Paris museum seeks to tell the story of how immigration shaped modern France
The new exhibition at the French National Immigration History Museum, which reopened in June, seeks to provoke reflection on French identity in a context of the rise of the extreme right
The history of France is also the history of all those who have arrived over the passage of time to live on French territory, dating back as far as the 17th century. At least that is one of the messages that the French National Immigration History Museum in Paris, which reopened its doors this summer after a three-year renovation, is seeking to put across. Through a chronological tour, the museum’s new collection aims to tell the story of how the country has been built through the contribution of its millions of immigrants. A common and sometimes tumultuous history that, according to the institution, helps to provide understanding of an essential part of the French identity and to break down prejudices in the context of the rise of the extreme right.
“France cannot be understood without immigration. One third of French people are of immigrant origin. It is part of our history and even of the construction of the country and of the French spirit,” says Constance Rivière, general manager of the Porte Dorée Palace that houses the museum. The imposing art deco building, in the southeast of Paris, holds its own significance. It was built in 1931 for the Paris Colonial Exposition and its façade features an impressive bas-relief gallery, which sought to exalt the colonial power that France was at the time.
The exhibition focuses precisely on that colonial past, although it begins more than 200 years earlier, in 1685. On that date, King Louis XIV promulgated the so-called Code Noir (Black Code), a decree regulating the slave trade in the French West Indies and defining slaves as objects, not people. On the wall of the first room, one fact stands out: more than 1.4 million Africans were deported by France to its colonies between 1642 and 1848. The exhibition then goes into other details, such as the ban established in 1777 on “colored people” entering French territory unless they worked for a white person. Little by little, the exhibition lays out the way in which the requirements to be a French citizen were defined and redefined.
“There are many people who are immigrants today, but who at a certain time were considered French nationals. I am thinking in particular of Algerians,” says Rivière, who succeeded former education minister Pap Ndiaye and worked in the cabinet of former socialist president François Hollande. Algeria, a French colony from 1830 to 1962, occupies a key place in the exhibition. Its citizens were considered neither French nor foreign, but “indigenous,” “French subjects” and later “French Muslims of Algeria.”

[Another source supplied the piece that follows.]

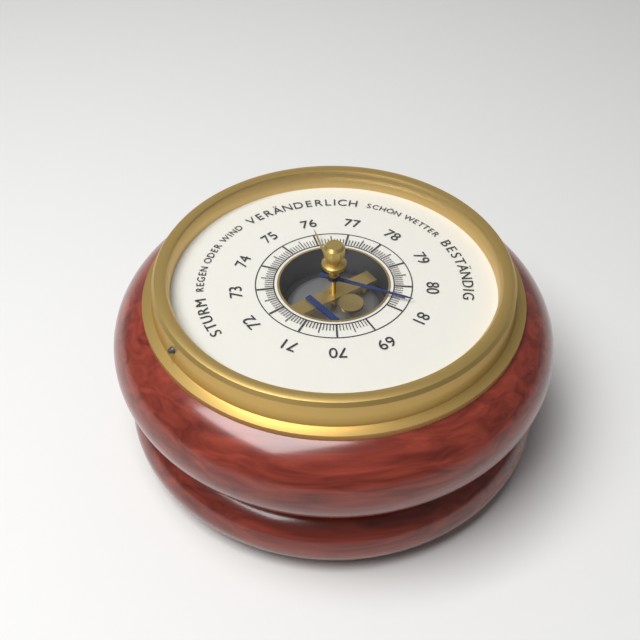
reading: 80.6 (no unit)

“We don’t count as human beings here”
The exhibition mixes history and personal experience. It tells the story of the Senegalese Tirailleurs (sharpshooters) recruited by France to fight in World War II and of the foreigners who participated in the resistance. Between 1947 and 1975, the number of foreigners in France doubled to 3.4 million, during an era when cheap labor formed the backbone of the country’s post-war reconstruction.
Migrants took the jobs that the French did not want, such as the Spanish maids, portrayed in photos and in a documentary filmed in 1969, in which a young Galician migrant describes her work and living conditions as an employee of a wealthy family in Paris. “We live in a family, but we don’t feel like a family. When everyone is together at mealtime, we are alone in the kitchen. This family atmosphere is forbidden to us,” she recounts. “We don’t count as human beings here,” she adds, as images of the large apartment where she works scroll by.
Between 1964 and 1979, the country also welcomed 15,000 political exiles from Latin America, mainly Brazilians, Argentines, Uruguayans and Chileans. Then came some 13,000 refugees who fled Vietnam by sea after the war. But the reception conditions, the exhibition points out, were not always ideal, and neither were the often-unsanitary places where migrant workers were housed. This situation led to major social protests in defense of the rights of migrant workers and, later, against violence and crimes against immigrants, which were on the rise at a time of stricter immigration policies in the context of an economic crisis.
“Between 1945 and 1980, there was no law on immigration. Between 1980 and today, there is a new law almost every two years. It has become a political fact and the museum has to draw attention to it. It is part of France’s relationship with immigration,” explains Rivière.
The emergence of the ‘banlieues’
The museum also focuses on two key moments in 1983, when the far-right National Front party — now Marine Le Pen’s National Rally — won its first municipal election victories with an openly anti-immigrant discourse. At the same time, in the southern city of Marseille, a group of 32 people started a march for equality and against racism that ended weeks later in Paris with a demonstration numbering some 100,000 people. The protest shook French society and constituted the first political eruption of second-generation immigrants.
The exhibition also devotes space to the emergence of the banlieues and how they began to insert themselves into the political debates of the 1980s when these suburbs, populated mainly by the children and grandchildren of immigrants from the Maghreb and Africa, experienced their first outbreaks of violence and clashes with police forces. These flared up again two months ago after a 17-year-old of Moroccan and Algerian descent was shot and killed by a policeman in the Paris suburb of Nanterre.
To mark its reopening, the museum launched a publicity campaign with posters that read: “It is incredible how many foreigners have made French history.” One of them portrayed the monarch Louis XIV, the “Sun King,” who reigned for 72 years. In small type and in brackets, it added: “Spanish mother, Austrian grandmother.”